Don’t freak out. Or maybe freak out just a little. Kensington Market does not have a new logo—but the group that represents its businesses does.
That logo, up there, is not Kensington Market’s new logo.
This morning, though, marketing company fisheye put three different-coloured versions of it on their blog in a post titled “We’re branding the unbrandable,” and got a lot of angry people thinking otherwise. They wrote:
When we were hired to help develop a brand for Kensington Market, we knew that we had to tread very lightly – after all, part of the charm of the market is that it is a bastion of individualism.
Rather than approaching the design work with the usual screen based tools, we decided to express the values of Kensington Market using a very different technology, letterpress printing.
A selection of beautiful letterpress typefaces expresses the variety of the businesses that make the Market what it is, in five carefully selected colours. The result is an identity that is a respectful and integrated part of the community it helps to define. It’s another example of what we call Marketing with Meaning.
It was not received well. And, as it turns out, it was a mistake.

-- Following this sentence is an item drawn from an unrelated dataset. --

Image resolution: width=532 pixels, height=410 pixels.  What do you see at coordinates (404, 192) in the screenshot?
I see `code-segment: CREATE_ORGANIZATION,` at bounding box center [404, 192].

“It was just one of those fuck-ups on our part where it shouldn’t have gone out, but it did,” Andreas Duess, a partner at fisheye, tells The Grid. Who fisheye actually designed logos for was the neighbourhood’s Business Improvement Area (or BIA), and the ones that the marketing company published on Friday morning were not only unfinished, they weren’t supposed to have been released yet at all. Shortly before 11 a.m. Friday, fisheye updated the blog post with several different-coloured versions of the Kensington Market BIA’s new logo that the BIA’s board had approved:

“The reason it’s all these different [type]faces,” explains Duess, “is because Kensington is made up of all these different businesses and different histories and different stories.” (One of those businesses is fisheye, who are headquartered in the thick of the market near Augusta and Oxford streets.) Commenters weren’t buying it, though: one wrote that “this looks like a logo for a farmer’s market at Sherway Gardens.” Another: “This is bad and you should feel bad.”

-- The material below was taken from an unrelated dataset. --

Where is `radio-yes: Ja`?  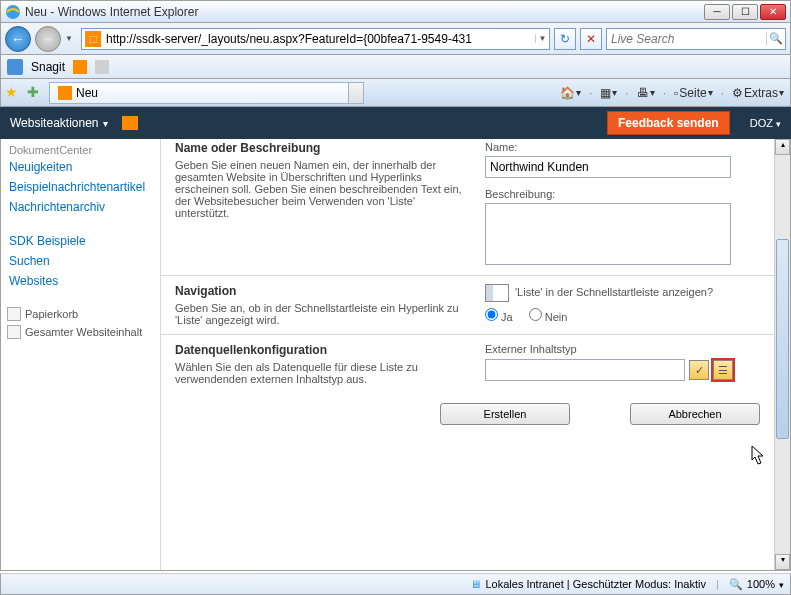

“We were expecting opinions, because everybody in Kensington’s got one, and that’s not a bad thing,” says Duess, who’s taken to inviting the people criticizing the logo online out for coffee to “address the criticism,” as he puts it. “The subcontext was: ‘Let’s see if you’re prepared to back up your words face-to-face rather than spouting off in social media.’…We’ll listen to you, and maybe we’ll make changes. Maybe we didn’t have the right answer. Who knows? If, like, 50,000 people say ‘you suck,’ then I’m not gonna say, ‘Boo, you’re all crap.’ I’m more than happy to listen.”
You’ve got until early July—that’s when the logo was supposed to be officially released, according to Yvonne Bambrick, coordinator of the Kensington Market BIA, and when it’ll likely start appearing on posters around the neighbourhood for Market Sundays.